In the wilderness, it’s not unusual to awaken to a rosy
finch or other alpine avian before dawn's first light. However, on this day, my alarm clock was the
melancholy whistle of a mountain marmot.
Also know as a rockchuck, most marmots are social beasts and use their prominent whistles to communicate with one another, particularly when they are alarmed. They primarily eat greens and many types of grasses, berries, lichens (an algae and a fungus that took a “lichen” for one another), mosses, roots and flowers. The marmot inhabits steppes, meadows, talus fields and other open habitats on the edge of forests.
They dig burrows under rocks because predators are
less likely to see their burrow. Predators include wolves, foxes, coyotes, and
of course, humans and dogs. When they see a predator, the marmot whistles to
warn other marmots in the area, and then typically hide in a nearby rockpile.
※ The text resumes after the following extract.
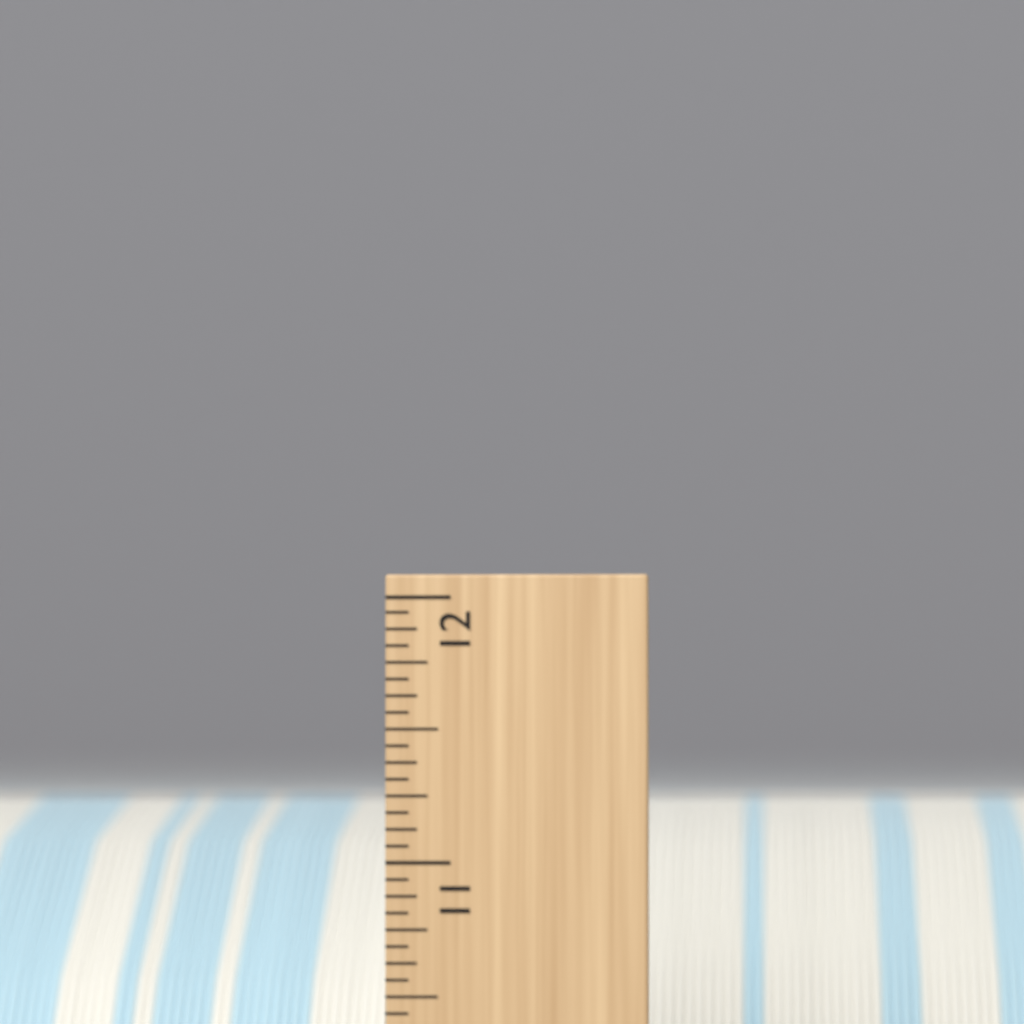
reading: 11.2500 inch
The miners took note of the marmot, which turned out to be essential to their
very existence in the wilderness.
Mining historian L.K. Hodges wrote in the Seattle Post
Intelligencer that “among the rocks, the whistling marmot burrows his holes,
from which he comes to feed and sit on the rocks. He is shaped like a small
pig, with gray fur striped with brown, and is nimble as a cricket and shy of
human society.”
“Instead of being no better
than dog meat, as I was led to say in writing about the whistlers in Horseshoe
Basin, his flesh is sweet and tender as that of a rabbit and is a favorite
article of diet up Phelps Creek. I feasted off the boiled whistler at Mr.
Harvey’s cabin and in the Phelps Basin and found it sumptuous fare.”